Through collaborating with a research team from the Smithsonian American Art Museum (SAAM) and delving beneath the surfaces of two paintings by Alma Woodsey Thomas (1891 to 1978), NMWA gained vivid new insight into beloved works by a Washington, D.C., artistic icon.
Conservators from the Lunder Conservation Center at SAAM visited NMWA in 2019 to examine two paintings in the museum’s collection by Thomas. Led by Amber Kerr, chief of conservation at SAAM, conservators undertook their study of Thomas’s art in preparation for an upcoming exhibition of her work organized by the Columbus Museum in Georgia and the Chrysler Museum of Art in Norfolk, Virginia. An exhibition scheduled to open at SAAM in 2021 prompted Kerr and her team to examine and plan treatment for several works, and they decided to dig deeper. They reached out to NMWA as well as other institutions, including the National Gallery of Art, the Baltimore Museum of Art, and The Phillips Collection, to look closely at additional examples.
The researchers performed multispectral imaging of the paintings Iris, Tulips, Jonquils, and Crocuses (1969) and Orion (1973). Through this safe method of measuring light at different spectral channels, they hoped to learn more about Thomas’s work process. They shared imagery and some initial findings from their peek below the paintings’ surfaces.
Thomas gained renown late in life for a signature abstract painting style featuring colorful rows or circles of lozenge-shaped brushstrokes. She emphasized nature as her primary source of inspiration. Titles such as Iris, Tulips, Jonquils, and Crocuses reflect her never-ending fascination with the colorful interplay of flowers and other natural phenomena outside her window. Orion, named for the constellation, is part of a series of paintings sparked by her wonder and enthusiasm for space exploration.
One aspect of Thomas’s process that piqued the conservators’ curiosity was her use of guiding pencil lines. Many of her works in this style, the artist’s so-called “Alma stripes,” show faint graphite lines that Thomas placed on her canvases, providing a structure for her colorful marks. To investigate her use of pencil lines, the conservators used infrared reflectography to differentiate carbon-containing mediums, like graphite, from other art materials. They found distinct lines in one work: “In developing Iris, Tulips, Jonquils, and Crocuses, Thomas charted each section of color by scribing the vertical lines with a sharp graphite pencil…[indicating] the use of a straight edge.”
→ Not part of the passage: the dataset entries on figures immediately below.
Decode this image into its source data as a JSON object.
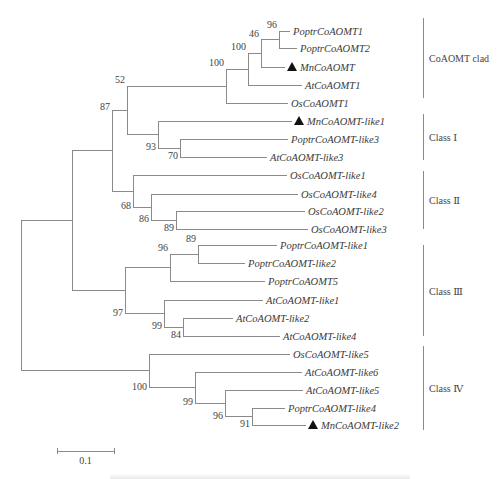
{
  "tree": {
    "type": "phylogenetic-tree",
    "line_color": "#8a8a8a",
    "marker_color": "#111111",
    "leaves": [
      {
        "id": "l0",
        "label": "PoptrCoAOMT1",
        "y": 31,
        "x_end": 290,
        "marker": false
      },
      {
        "id": "l1",
        "label": "PoptrCoAOMT2",
        "y": 48,
        "x_end": 297,
        "marker": false
      },
      {
        "id": "l2",
        "label": "MnCoAOMT",
        "y": 67,
        "x_end": 285,
        "marker": true
      },
      {
        "id": "l3",
        "label": "AtCoAOMT1",
        "y": 85,
        "x_end": 302,
        "marker": false
      },
      {
        "id": "l4",
        "label": "OsCoAOMT1",
        "y": 103,
        "x_end": 288,
        "marker": false
      },
      {
        "id": "l5",
        "label": "MnCoAOMT-like1",
        "y": 121,
        "x_end": 292,
        "marker": true
      },
      {
        "id": "l6",
        "label": "PoptrCoAOMT-like3",
        "y": 139,
        "x_end": 288,
        "marker": false
      },
      {
        "id": "l7",
        "label": "AtCoAOMT-like3",
        "y": 157,
        "x_end": 267,
        "marker": false
      },
      {
        "id": "l8",
        "label": "OsCoAOMT-like1",
        "y": 175,
        "x_end": 287,
        "marker": false
      },
      {
        "id": "l9",
        "label": "OsCoAOMT-like4",
        "y": 194,
        "x_end": 298,
        "marker": false
      },
      {
        "id": "l10",
        "label": "OsCoAOMT-like2",
        "y": 211,
        "x_end": 305,
        "marker": false
      },
      {
        "id": "l11",
        "label": "OsCoAOMT-like3",
        "y": 229,
        "x_end": 308,
        "marker": false
      },
      {
        "id": "l12",
        "label": "PoptrCoAOMT-like1",
        "y": 245,
        "x_end": 277,
        "marker": false
      },
      {
        "id": "l13",
        "label": "PoptrCoAOMT-like2",
        "y": 263,
        "x_end": 245,
        "marker": false
      },
      {
        "id": "l14",
        "label": "PoptrCoAOMT5",
        "y": 281,
        "x_end": 265,
        "marker": false
      },
      {
        "id": "l15",
        "label": "AtCoAOMT-like1",
        "y": 300,
        "x_end": 263,
        "marker": false
      },
      {
        "id": "l16",
        "label": "AtCoAOMT-like2",
        "y": 318,
        "x_end": 233,
        "marker": false
      },
      {
        "id": "l17",
        "label": "AtCoAOMT-like4",
        "y": 336,
        "x_end": 280,
        "marker": false
      },
      {
        "id": "l18",
        "label": "OsCoAOMT-like5",
        "y": 354,
        "x_end": 290,
        "marker": false
      },
      {
        "id": "l19",
        "label": "AtCoAOMT-like6",
        "y": 372,
        "x_end": 302,
        "marker": false
      },
      {
        "id": "l20",
        "label": "AtCoAOMT-like5",
        "y": 390,
        "x_end": 303,
        "marker": false
      },
      {
        "id": "l21",
        "label": "PoptrCoAOMT-like4",
        "y": 408,
        "x_end": 285,
        "marker": false
      },
      {
        "id": "l22",
        "label": "MnCoAOMT-like2",
        "y": 425,
        "x_end": 306,
        "marker": true
      }
    ],
    "internal_nodes": [
      {
        "id": "n96a",
        "x": 279,
        "children": [
          "l0",
          "l1"
        ],
        "bootstrap": "96"
      },
      {
        "id": "n46",
        "x": 261,
        "children": [
          "n96a",
          "l2"
        ],
        "bootstrap": "46"
      },
      {
        "id": "n100b",
        "x": 248,
        "children": [
          "n46",
          "l3"
        ],
        "bootstrap": "100"
      },
      {
        "id": "n100a",
        "x": 226,
        "children": [
          "n100b",
          "l4"
        ],
        "bootstrap": "100"
      },
      {
        "id": "n70",
        "x": 180,
        "children": [
          "l6",
          "l7"
        ],
        "bootstrap": "70"
      },
      {
        "id": "n93",
        "x": 158,
        "children": [
          "l5",
          "n70"
        ],
        "bootstrap": "93"
      },
      {
        "id": "n52",
        "x": 127,
        "children": [
          "n100a",
          "n93"
        ],
        "bootstrap": "52"
      },
      {
        "id": "n89a",
        "x": 176,
        "children": [
          "l10",
          "l11"
        ],
        "bootstrap": "89"
      },
      {
        "id": "n86",
        "x": 151,
        "children": [
          "l9",
          "n89a"
        ],
        "bootstrap": "86"
      },
      {
        "id": "n68",
        "x": 133,
        "children": [
          "l8",
          "n86"
        ],
        "bootstrap": "68"
      },
      {
        "id": "n87",
        "x": 112,
        "children": [
          "n52",
          "n68"
        ],
        "bootstrap": "87"
      },
      {
        "id": "n89b",
        "x": 198,
        "children": [
          "l12",
          "l13"
        ],
        "bootstrap": "89"
      },
      {
        "id": "n96b",
        "x": 170,
        "children": [
          "n89b",
          "l14"
        ],
        "bootstrap": "96"
      },
      {
        "id": "n84",
        "x": 183,
        "children": [
          "l16",
          "l17"
        ],
        "bootstrap": "84"
      },
      {
        "id": "n99a",
        "x": 164,
        "children": [
          "l15",
          "n84"
        ],
        "bootstrap": "99"
      },
      {
        "id": "n97",
        "x": 125,
        "children": [
          "n96b",
          "n99a"
        ],
        "bootstrap": "97"
      },
      {
        "id": "nUpper",
        "x": 72,
        "children": [
          "n87",
          "n97"
        ],
        "bootstrap": ""
      },
      {
        "id": "n91",
        "x": 252,
        "children": [
          "l21",
          "l22"
        ],
        "bootstrap": "91"
      },
      {
        "id": "n96c",
        "x": 225,
        "children": [
          "l20",
          "n91"
        ],
        "bootstrap": "96"
      },
      {
        "id": "n99b",
        "x": 195,
        "children": [
          "l19",
          "n96c"
        ],
        "bootstrap": "99"
      },
      {
        "id": "n100c",
        "x": 149,
        "children": [
          "l18",
          "n99b"
        ],
        "bootstrap": "100"
      },
      {
        "id": "root",
        "x": 21,
        "children": [
          "nUpper",
          "n100c"
        ],
        "bootstrap": ""
      }
    ],
    "clades": [
      {
        "label": "CoAOMT clad",
        "y_top": 18,
        "y_bottom": 98,
        "x": 423
      },
      {
        "label": "Class Ⅰ",
        "y_top": 114,
        "y_bottom": 160,
        "x": 423
      },
      {
        "label": "Class Ⅱ",
        "y_top": 171,
        "y_bottom": 229,
        "x": 423
      },
      {
        "label": "Class Ⅲ",
        "y_top": 245,
        "y_bottom": 336,
        "x": 423
      },
      {
        "label": "Class Ⅳ",
        "y_top": 346,
        "y_bottom": 430,
        "x": 423
      }
    ],
    "scale_bar": {
      "label": "0.1",
      "x1": 57,
      "x2": 114,
      "y": 451
    }
  },
  "caption": {
    "visible": "cut off / illegible"
  }
}
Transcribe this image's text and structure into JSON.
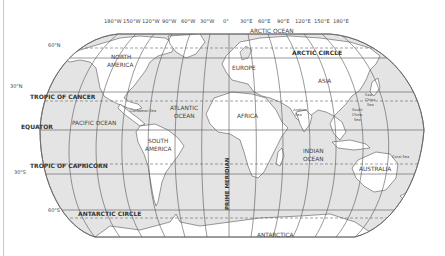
{
  "map": {
    "projection": "robinson",
    "colors": {
      "ocean": "#e4e4e4",
      "land": "#ffffff",
      "grid": "#555555",
      "outline": "#666666",
      "text": "#444444",
      "frame": "#c8c8c8"
    },
    "longitude_labels": [
      "180°W",
      "150°W",
      "120°W",
      "90°W",
      "60°W",
      "30°W",
      "0°",
      "30°E",
      "60°E",
      "90°E",
      "120°E",
      "150°E",
      "180°E"
    ],
    "latitude_labels": {
      "n60": "60°N",
      "n30": "30°N",
      "s30": "30°S",
      "s60": "60°S"
    },
    "special_lines": {
      "arctic_circle": "ARCTIC CIRCLE",
      "tropic_of_cancer": "TROPIC OF CANCER",
      "equator": "EQUATOR",
      "tropic_of_capricorn": "TROPIC OF CAPRICORN",
      "antarctic_circle": "ANTARCTIC CIRCLE",
      "prime_meridian": "PRIME MERIDIAN"
    },
    "continents": {
      "north_america_1": "NORTH",
      "north_america_2": "AMERICA",
      "south_america_1": "SOUTH",
      "south_america_2": "AMERICA",
      "europe": "EUROPE",
      "asia": "ASIA",
      "africa": "AFRICA",
      "australia": "AUSTRALIA",
      "antarctica": "ANTARCTICA"
    },
    "oceans": {
      "arctic": "ARCTIC OCEAN",
      "pacific": "PACIFIC OCEAN",
      "atlantic_1": "ATLANTIC",
      "atlantic_2": "OCEAN",
      "indian_1": "INDIAN",
      "indian_2": "OCEAN"
    },
    "seas": {
      "caribbean": "Caribbean Sea",
      "arabian_1": "Arabian",
      "arabian_2": "Sea",
      "east_china_1": "East",
      "east_china_2": "China",
      "east_china_3": "Sea",
      "south_china_1": "South",
      "south_china_2": "China",
      "south_china_3": "Sea",
      "coral": "Coral Sea"
    }
  }
}
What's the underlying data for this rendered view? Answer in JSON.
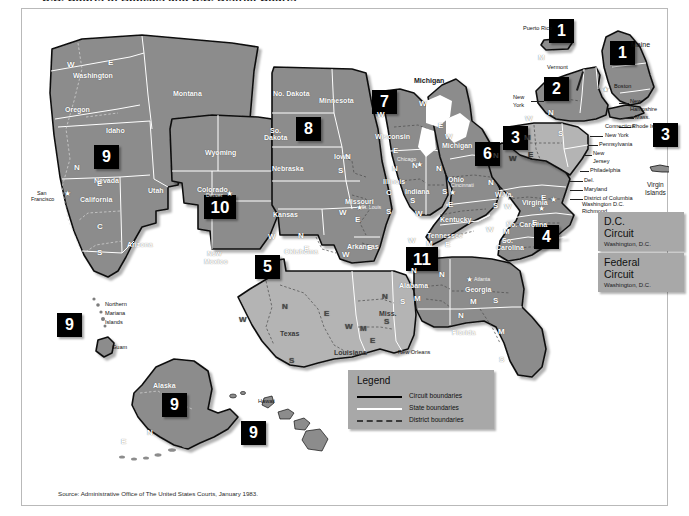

A second technique the conservators used was ultraviolet (UV)-induced luminescence, which can cause certain materials to “‘fluoresce’ and emit light,” the researchers explain. This exposed an unexpected and powerful sign of the artist’s presence: a partial handprint glows on the surface of Orion. The research team believes that this “may be an artifact of Thomas contacting the work (possibly for support) while her hand was coated with red-lake paint, during reworking of the fluorescing sections.”
Many details of artworks are invisible to the naked eye. For these paintings by Alma Woodsey Thomas, collaboration and examination illuminated their fascinating history.